Mark found out that I had the required surgery on my very best leg, "Righty" this past Monday morning. After making sure I would live (he didn't want to waste his money, which I think wise), he hired Sean Spicer. Sean has a new gig. He dresses up as a "Spicer Girl" and sings various sorts of messages on your doorstep.

So, this morning, here he is at my door (Spicer, not Mark...try to keep up OK?) bumping and grinding on the porch railing and singing his own rendition of "Up On Cripple Creek". It starts out "You're a Crippled Geek, You're goofy, You're a Crippled Geek, Sooo-o Doofey" and gets worse...hard to believe...from there. I wasn't so much pissed at Mark, nor bothered by Spicy being the messenger as I was disturbed at the ruination of a great old tune from The Band.

There will be one less erector set available for this Christmas as it now resides, screwed into my tibia. I have managed to spend months boring you with sad tales of winter in the PNW only to follow up with an unsafe act so incredibly dumb that will keep me out of action for the best part of the outdoor year here. But please, no matter how much you like him and no matter how little he costs, no more Spicer-Girl-Grams, OK? To those of you who have worked to raise my flagging spirits at times, way deep thanks.

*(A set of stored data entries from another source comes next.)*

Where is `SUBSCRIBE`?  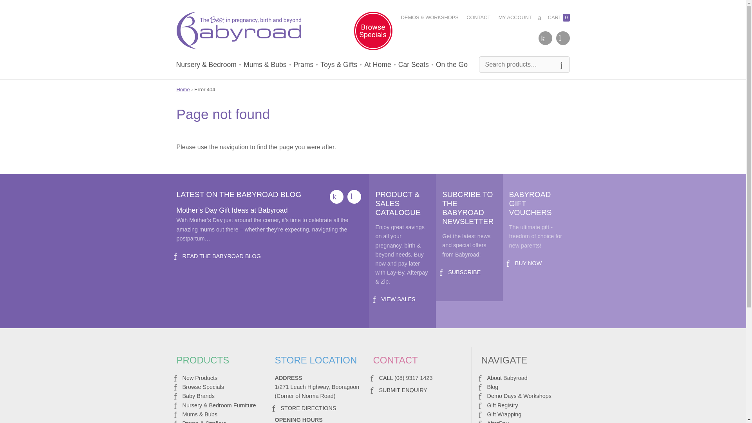
SUBSCRIBE is located at coordinates (464, 272).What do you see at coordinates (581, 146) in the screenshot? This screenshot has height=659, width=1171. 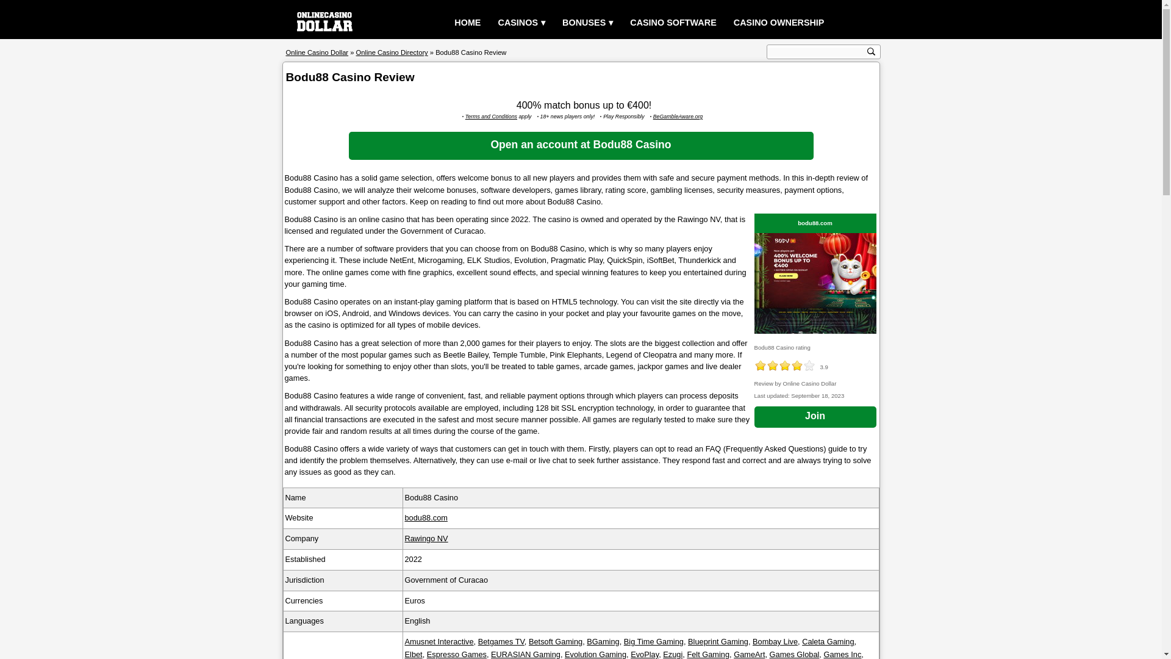 I see `Open an account at Bodu88 Casino` at bounding box center [581, 146].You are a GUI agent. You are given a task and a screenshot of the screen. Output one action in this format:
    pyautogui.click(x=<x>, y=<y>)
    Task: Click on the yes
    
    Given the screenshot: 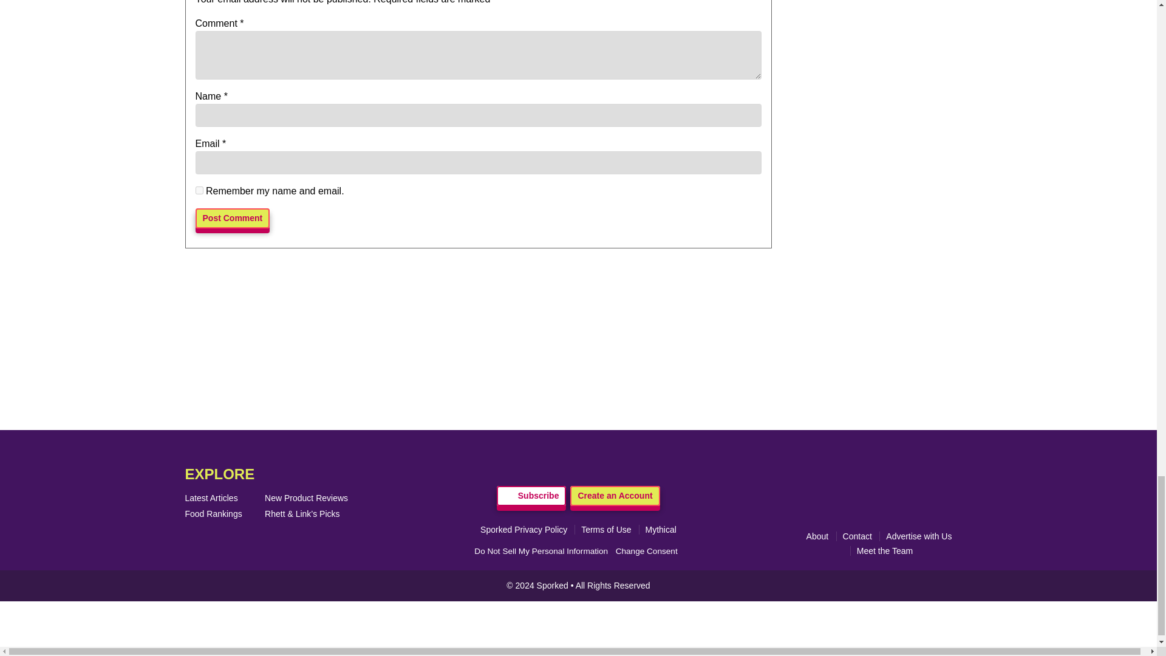 What is the action you would take?
    pyautogui.click(x=199, y=190)
    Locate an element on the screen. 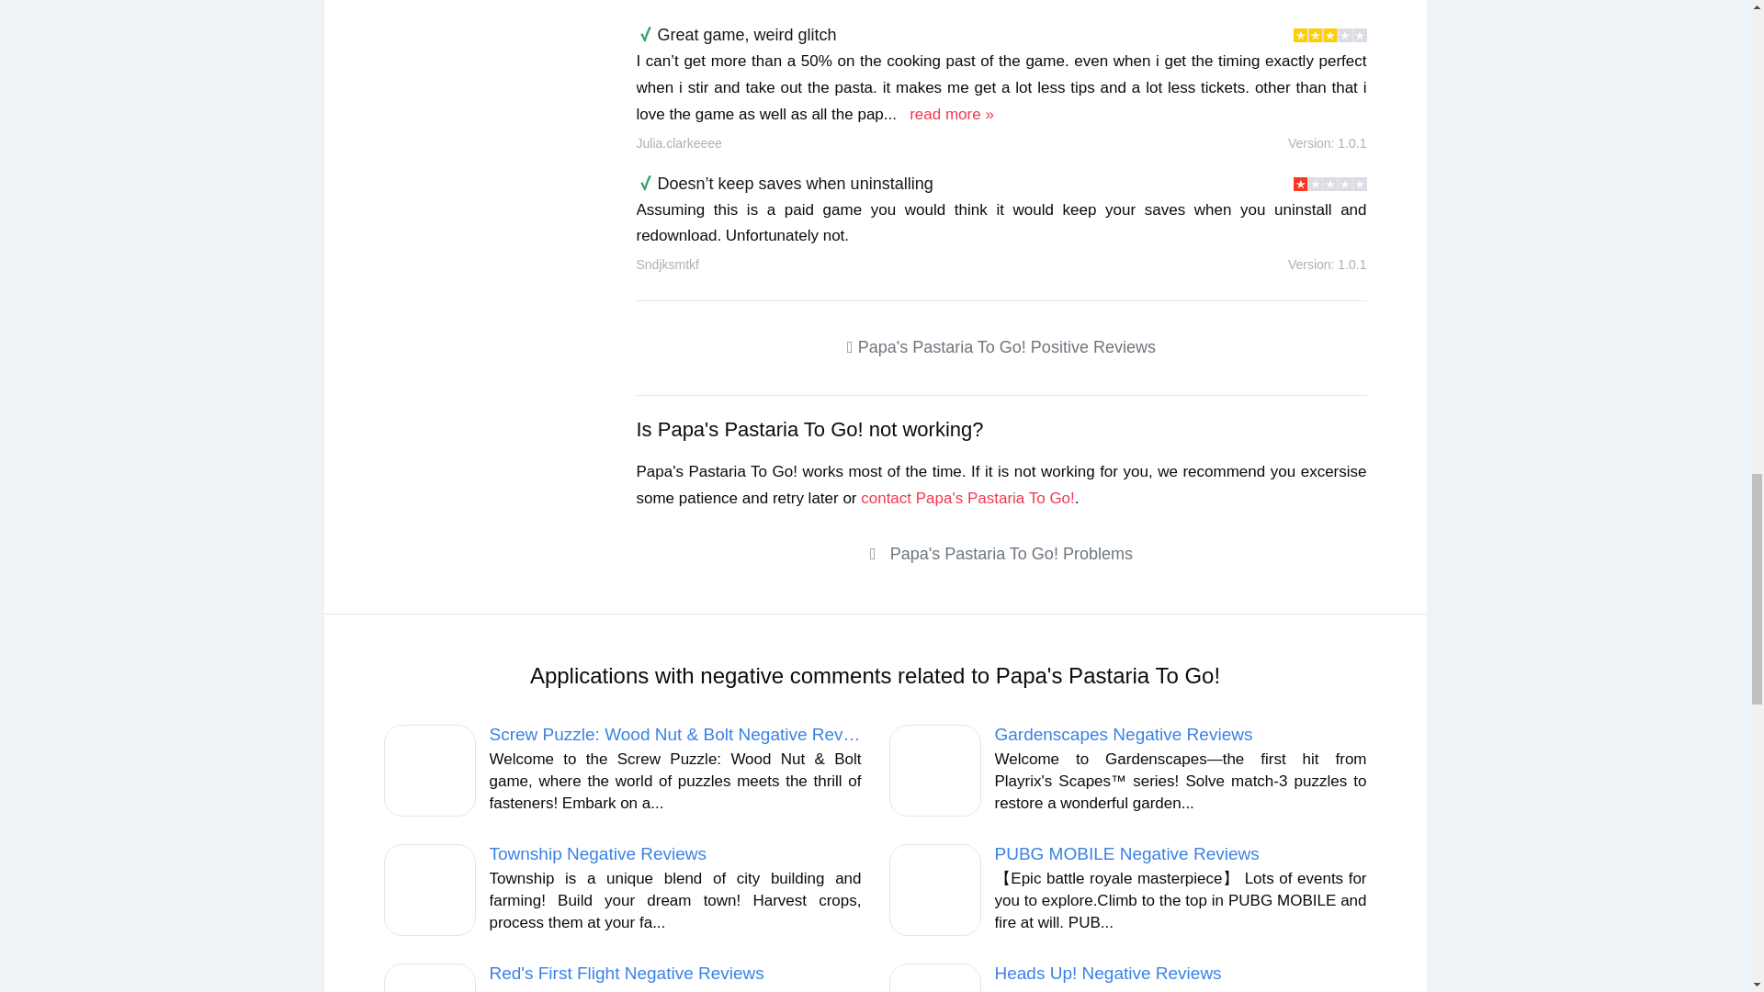 Image resolution: width=1764 pixels, height=992 pixels. Papa's Pastaria To Go! App Contact Informations is located at coordinates (967, 498).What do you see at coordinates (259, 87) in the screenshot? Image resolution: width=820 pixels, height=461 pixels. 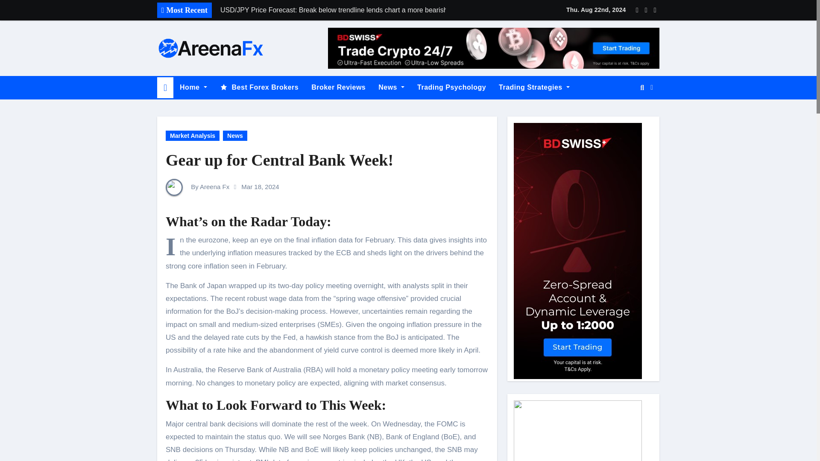 I see `Best Forex Brokers` at bounding box center [259, 87].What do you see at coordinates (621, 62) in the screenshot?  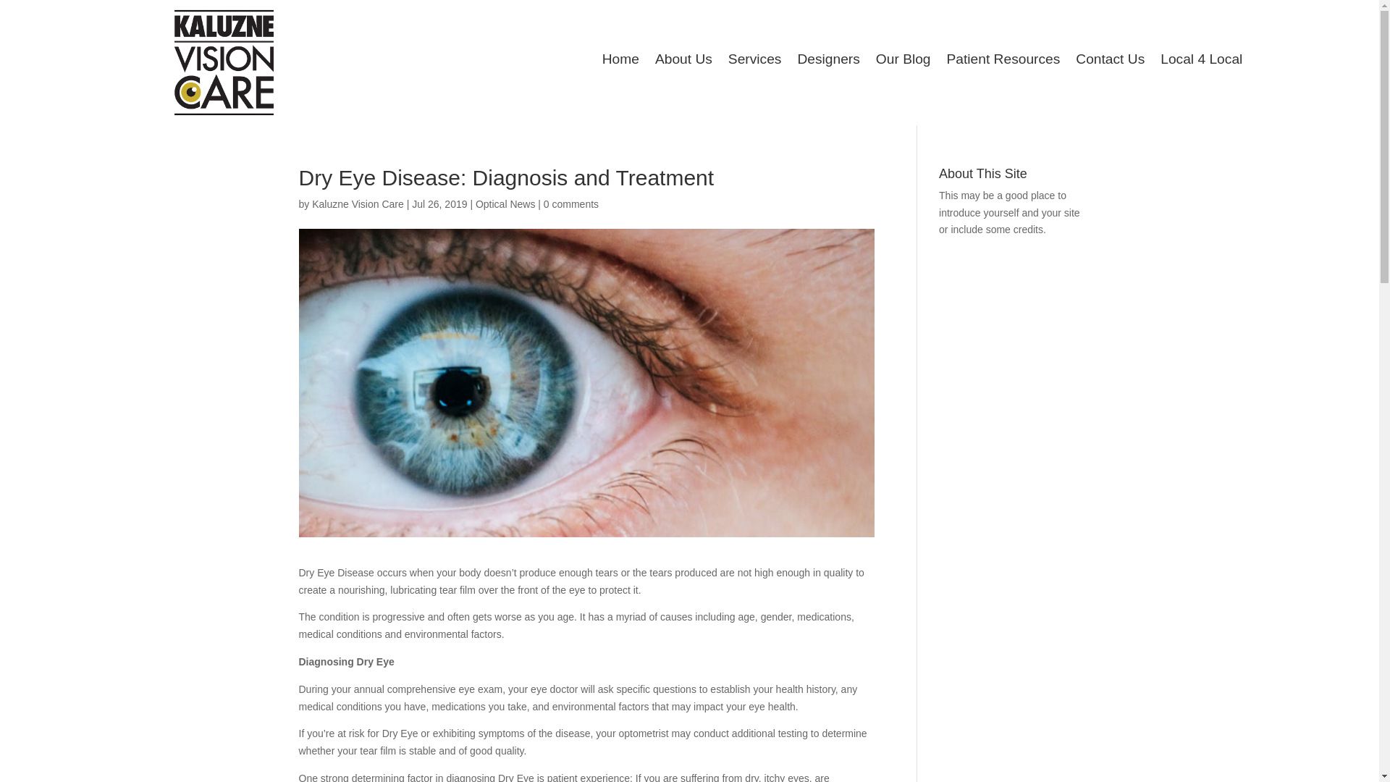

Tim, speaking on behalf of so very many personalities who reside herein.


07/21/17 11:14 PM #1573    

 

David Mitchell

Tim,

I can't beleive your timing. I was about to put up something myself about the comedy in D.C. and how each week (or day) I say to myself, it just can't get anymore ridiculous. And then, lo and behold - it does!  I was going to suggest that we nominate you for the job after Spicer's replacement quits or get fired (or is unmasked as Mitch McConnell's secret bookie).

But then, I recall you were once in "intelligence" and I wake up in a cold sweat, dreaming that you are a Russian hacker, planted years ago as a member of a "sleeper" cell, with the mission of stealing away the secret formula for Ben & Jerry's "Cherry Garcia" flavor.

Or are we about to learn that you were the 9th guy in those meetings with Thumper Jr. - attempting to sell the Russians old surplus boxes of Watterson turtles?

 

Whatever - Thank you for Making America Funny again.